Deploy endpoint detection and response (EDR). Traditional antivirus isn’t enough for attacks at this level. EDR solutions actively monitor network behavior and can detect ransomware before it encrypts your files. Think of it as the difference between a smoke detector and a security camera that calls the fire department the moment it sees a spark.
Train your people consistently. Run phishing simulations. Teach your staff what social engineering looks like. Make sure everyone who touches a deal jacket understands the sensitivity of the data they’re handling. It only takes one click on the wrong link.
The bottom line for Tennessee dealerships
The CDK hack wasn’t a freak accident. BlackSuit is a well-known ransomware group with ties to the Conti and Royal operations. They targeted CDK because they knew the payout would be massive: one breach, 15,000 victims, and a company that would pay to make it stop.

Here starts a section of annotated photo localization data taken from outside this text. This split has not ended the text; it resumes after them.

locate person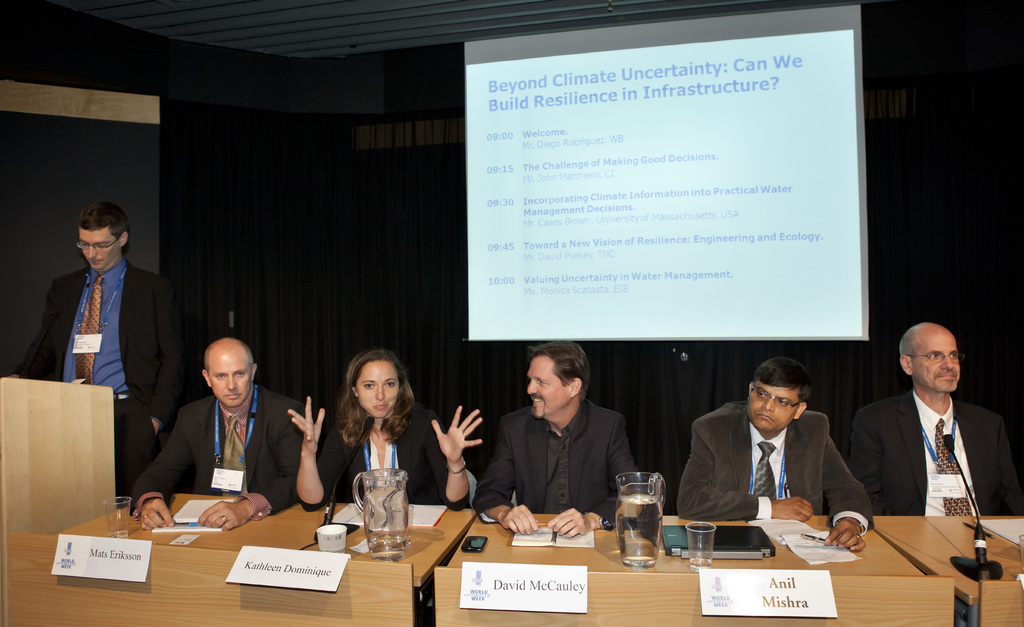
<box>129,333,324,527</box>
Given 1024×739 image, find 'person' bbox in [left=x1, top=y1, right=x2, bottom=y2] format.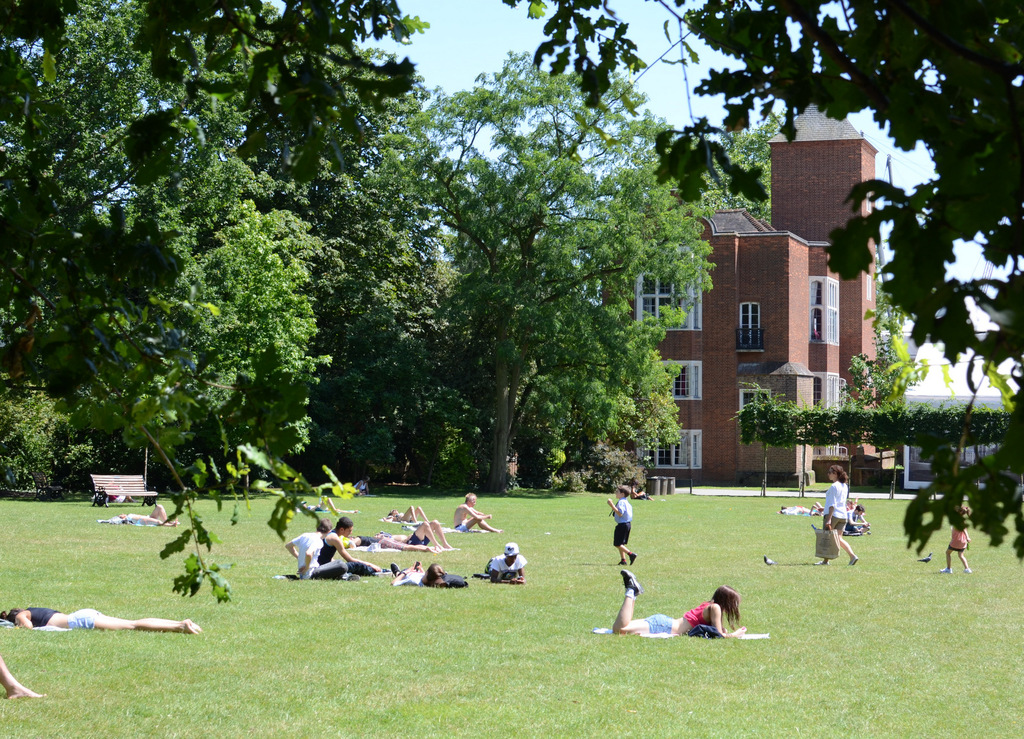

If your dealership in Franklin, Nashville, Chattanooga, or anywhere else in Tennessee relies on a single software platform for sales, service, parts, and finance, you have the same vulnerability CDK’s customers had. The software might be different, but the architecture problem is identical.
The FTC has made its expectations clear. You are responsible for your customers’ data, regardless of which vendor stores it. Getting compliant with the Safeguards Rule is no longer optional, and the CDK breach proved why those requirements exist.
Charger IT works with auto dealerships across Middle Tennessee on exactly this stuff: cybersecurity assessments, network segmentation, vendor audits, and FTC Safeguards Rule compliance.
If you’re not sure where your dealership stands, take our free IT assessment. It takes 10 minutes. The next CDK-level attack will happen. The only question is whether your dealership is ready for it or scrambling for a pen.